It is not yellow. It is white.
Near sunset, or when the sky is hazy, the blue end of the spectrum is scattered away to varying degrees, leaving it looking more yellow or even red. That’s because of [Rayleigh scattering](https://en.wikipedia.org/wiki/Rayleigh_scattering) for the most part, and others will give you an explanation for that.
The true spectrum of the sun from outer space is approximately a [black body radiation](https://en.wikipedia.org/wiki/Black-body_radiation) spectrum, with some deviations (because the outer opaque region of the sun isn’t of uniform temperature, and there are [absorption lines](https://en.wikipedia.org/wiki/Fraunhofer_lines) associated with hydrogen and helium, as well as some other elements.

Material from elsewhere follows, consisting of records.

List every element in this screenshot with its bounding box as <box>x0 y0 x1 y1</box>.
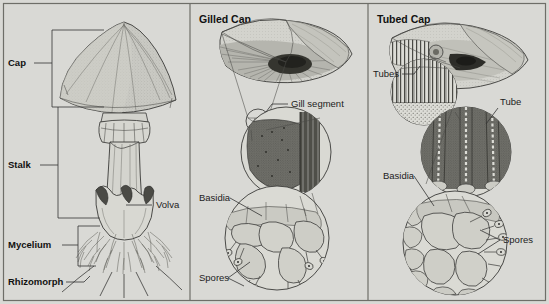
label-rhizomorph: Rhizomorph <box>8 276 64 287</box>
mushroom-anatomy-figure: Cap Stalk Volva Mycelium Rhizomorph Gill… <box>0 0 549 304</box>
tube-wall-magnified <box>421 107 511 197</box>
gill-surface-magnified <box>241 107 331 197</box>
label-volva: Volva <box>156 199 180 210</box>
mushroom-ring <box>99 113 150 146</box>
label-tubes: Tubes <box>373 68 399 79</box>
header-tubed-cap: Tubed Cap <box>377 13 430 25</box>
label-mycelium: Mycelium <box>8 239 51 250</box>
label-spores-tubed: Spores <box>503 234 533 245</box>
diagram-canvas: Cap Stalk Volva Mycelium Rhizomorph Gill… <box>0 0 549 304</box>
label-basidia-gilled: Basidia <box>199 192 231 203</box>
label-gill-segment: Gill segment <box>291 98 344 109</box>
label-spores-gilled: Spores <box>199 272 229 283</box>
label-cap: Cap <box>8 57 26 68</box>
label-tube: Tube <box>500 96 521 107</box>
label-basidia-tubed: Basidia <box>383 170 415 181</box>
label-stalk: Stalk <box>8 159 31 170</box>
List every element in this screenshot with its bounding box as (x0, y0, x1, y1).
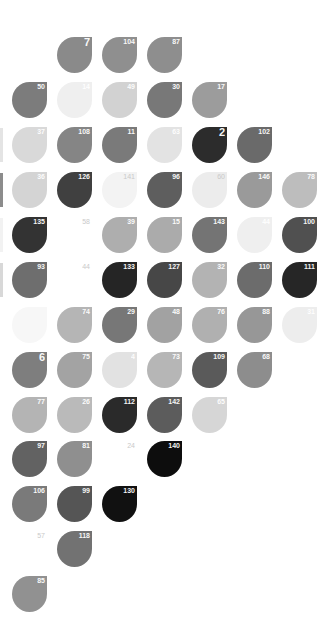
droplet-tile[interactable]: 30 (147, 82, 182, 118)
droplet-tile[interactable]: 77 (12, 397, 47, 433)
droplet-label: 97 (37, 442, 45, 450)
droplet-tile[interactable]: 60 (192, 172, 227, 208)
droplet-tile[interactable]: 140 (147, 441, 182, 477)
droplet-label: 143 (213, 218, 225, 226)
droplet-tile[interactable]: 37 (12, 127, 47, 163)
droplet-tile[interactable]: 100 (282, 217, 317, 253)
droplet-tile[interactable]: 143 (192, 217, 227, 253)
droplet-tile[interactable]: 93 (12, 262, 47, 298)
droplet-tile[interactable]: 99 (57, 486, 92, 522)
droplet-tile[interactable]: 110 (237, 262, 272, 298)
droplet-label: 29 (127, 308, 135, 316)
droplet-tile[interactable]: 142 (147, 397, 182, 433)
droplet-tile[interactable]: 74 (57, 307, 92, 343)
droplet-label: 68 (262, 353, 270, 361)
droplet-tile[interactable]: 6 (12, 352, 47, 388)
droplet-tile[interactable]: 63 (147, 127, 182, 163)
droplet-tile[interactable] (12, 307, 47, 343)
droplet-tile[interactable]: 146 (237, 172, 272, 208)
droplet-label: 140 (168, 442, 180, 450)
droplet-label: 65 (217, 398, 225, 406)
droplet-tile[interactable]: 26 (57, 397, 92, 433)
droplet-tile[interactable]: 76 (192, 307, 227, 343)
droplet-tile[interactable]: 88 (237, 307, 272, 343)
droplet-tile[interactable]: 29 (102, 307, 137, 343)
droplet-tile[interactable]: 2 (192, 127, 227, 163)
droplet-label: 118 (79, 532, 90, 540)
droplet-tile[interactable]: 31 (282, 307, 317, 343)
droplet-label: 93 (37, 263, 45, 271)
droplet-tile[interactable]: 75 (57, 352, 92, 388)
droplet-label: 73 (172, 353, 180, 361)
droplet-tile[interactable]: 112 (102, 397, 137, 433)
droplet-tile[interactable]: 78 (282, 172, 317, 208)
droplet-label: 6 (39, 352, 45, 363)
droplet-label: 127 (168, 263, 180, 271)
droplet-tile[interactable]: 11 (102, 127, 137, 163)
droplet-tile[interactable]: 104 (102, 37, 137, 73)
droplet-label: 109 (213, 353, 225, 361)
droplet-label: 146 (258, 173, 270, 181)
droplet-tile[interactable]: 96 (147, 172, 182, 208)
droplet-label: 78 (307, 173, 315, 181)
droplet-tile[interactable]: 87 (147, 37, 182, 73)
droplet-label: 32 (217, 263, 225, 271)
droplet-tile[interactable]: 65 (192, 397, 227, 433)
droplet-tile[interactable]: 106 (12, 486, 47, 522)
droplet-label: 44 (82, 263, 90, 271)
droplet-tile[interactable]: 126 (57, 172, 92, 208)
droplet-tile[interactable]: 49 (102, 82, 137, 118)
droplet-label: 44 (262, 218, 270, 226)
droplet-tile[interactable]: 130 (102, 486, 137, 522)
droplet-label: 77 (37, 398, 45, 406)
droplet-tile[interactable]: 73 (147, 352, 182, 388)
droplet-tile[interactable]: 133 (102, 262, 137, 298)
droplet-label: 100 (303, 218, 315, 226)
droplet-tile[interactable]: 85 (12, 576, 47, 612)
droplet-label: 108 (78, 128, 90, 136)
droplet-label: 111 (304, 263, 315, 271)
droplet-label: 57 (37, 532, 45, 540)
droplet-tile[interactable]: 141 (102, 172, 137, 208)
droplet-label: 24 (127, 442, 135, 450)
droplet-tile[interactable]: 135 (12, 217, 47, 253)
droplet-label: 75 (82, 353, 90, 361)
droplet-label: 135 (33, 218, 45, 226)
droplet-tile[interactable]: 15 (147, 217, 182, 253)
droplet-tile[interactable]: 36 (12, 172, 47, 208)
droplet-tile[interactable]: 17 (192, 82, 227, 118)
droplet-label: 15 (172, 218, 180, 226)
droplet-tile[interactable]: 97 (12, 441, 47, 477)
droplet-tile[interactable]: 108 (57, 127, 92, 163)
droplet-tile[interactable]: 111 (282, 262, 317, 298)
droplet-tile[interactable]: 57 (12, 531, 47, 567)
droplet-tile[interactable]: 81 (57, 441, 92, 477)
droplet-tile[interactable]: 109 (192, 352, 227, 388)
droplet-tile[interactable]: 58 (57, 217, 92, 253)
droplet-label: 102 (258, 128, 270, 136)
droplet-tile[interactable]: 4 (102, 352, 137, 388)
droplet-label: 88 (262, 308, 270, 316)
edge-fragment (0, 173, 3, 207)
droplet-tile[interactable]: 118 (57, 531, 92, 567)
droplet-label: 112 (124, 398, 135, 406)
droplet-tile[interactable]: 32 (192, 262, 227, 298)
droplet-tile[interactable]: 24 (102, 441, 137, 477)
droplet-tile[interactable]: 48 (147, 307, 182, 343)
droplet-label: 37 (37, 128, 45, 136)
droplet-label: 4 (131, 353, 135, 361)
droplet-tile[interactable]: 7 (57, 37, 92, 73)
droplet-label: 11 (128, 128, 135, 136)
droplet-tile[interactable]: 39 (102, 217, 137, 253)
droplet-tile[interactable]: 102 (237, 127, 272, 163)
droplet-tile[interactable]: 68 (237, 352, 272, 388)
droplet-tile[interactable]: 50 (12, 82, 47, 118)
droplet-tile[interactable]: 14 (57, 82, 92, 118)
droplet-tile[interactable]: 44 (57, 262, 92, 298)
edge-fragment (0, 263, 3, 297)
droplet-tile[interactable]: 127 (147, 262, 182, 298)
droplet-label: 76 (217, 308, 225, 316)
droplet-label: 81 (82, 442, 90, 450)
droplet-tile[interactable]: 44 (237, 217, 272, 253)
droplet-label: 106 (33, 487, 45, 495)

But that’s not relevant. The sun is *by definition* white, because our eyes and brains evolved to see during the daytime, and so whatever the spectrum of the sun during daytime is *defines* white. It’s the default pattern of illumination for things that humans see.
We don’t think of the sun as white, because it is too bright to look at directly — which is good: There’s never any need to, and it means that our eyes can be sensitive to darker illumination without needing to be shielded sufficiently to look directly at the sun. The only time it’s dim enough to look at directly is when there is a lot of atmospheric scattering in the way — precisely what makes it look yellow or even red at sunset or on very hazy days.
But if you were to look at the sun on a clear day through a sufficiently dark neutral-density filter, it would just look white, because it defines, biologically and socially and developmentally, what we understand to be white.
In space it would be a tiny bit bluer.